Form W-2 reports wages and tax withholding from employment and is one of the main records used to prepare an individual return.
Form W-2 is the year-end wage statement an employer provides to report compensation and tax withholding from employment. In plain language, it is one of the main records employees use when preparing a tax return.
The W-2 matters because it connects payroll activity during the year with the annual filing process. It shows what the employee earned and how much tax was already collected through payroll. Without it, an employee can have trouble matching the annual return to the compensation and withholding already on record.
It also matters because many taxpayers first encounter important tax concepts through this form.
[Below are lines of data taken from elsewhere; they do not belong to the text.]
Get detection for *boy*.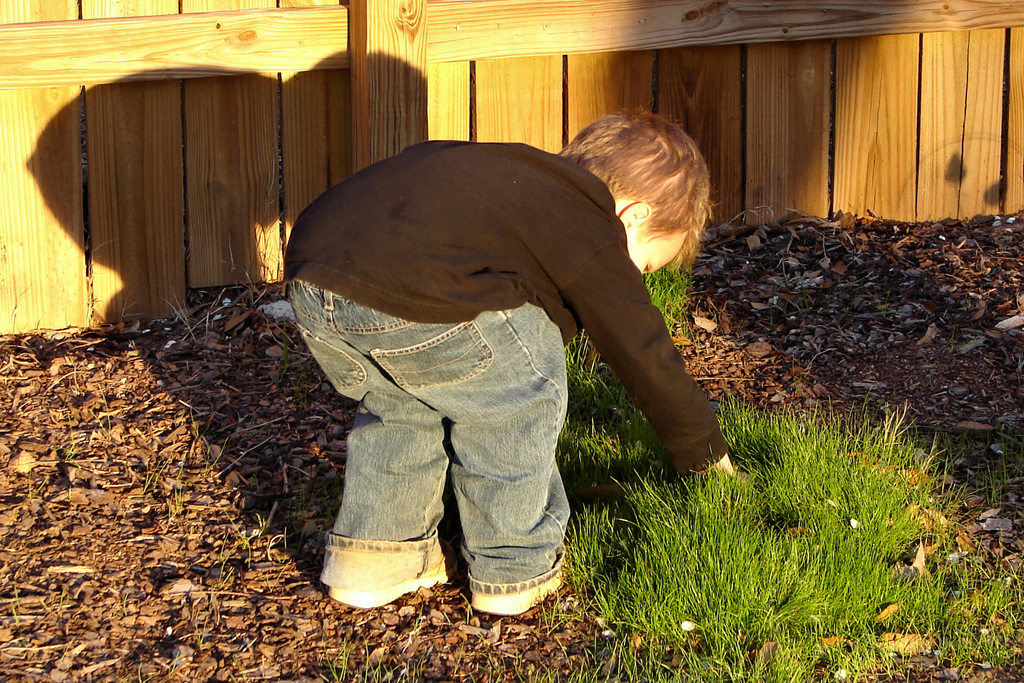
Detection: 239 78 742 614.
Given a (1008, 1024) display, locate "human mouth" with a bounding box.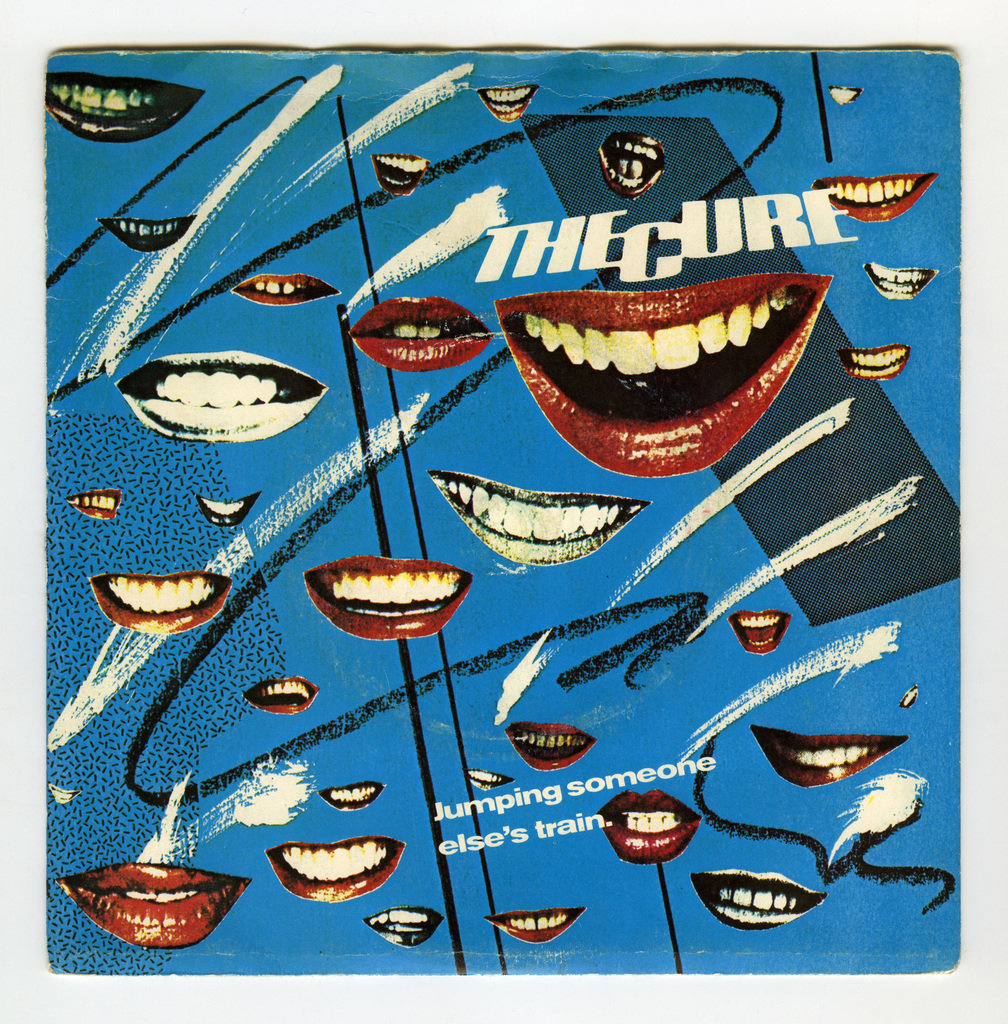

Wage income, withholding, and return preparation often become more concrete once the taxpayer can see them on a W-2.
The W-2 appears at year end, after the employer has processed payroll throughout the year. The taxpayer uses it when preparing Form 1040 and the broader Tax Return. The withholding shown on the W-2 is also part of the comparison against the taxpayer’s final Tax Liability.
An employee works all year, has tax withheld from each paycheck, and then receives a W-2 in time for tax season. When the employee prepares the return, the wages and withholding from the W-2 feed into the return and help determine whether the taxpayer will owe more or receive a refund.
Form W-2 is not the same as Form W-4. The W-4 is generally used earlier to help set paycheck withholding. The W-2 is the year-end reporting form that shows what actually happened.
It is also not the tax return itself. It is an input document used to prepare the return.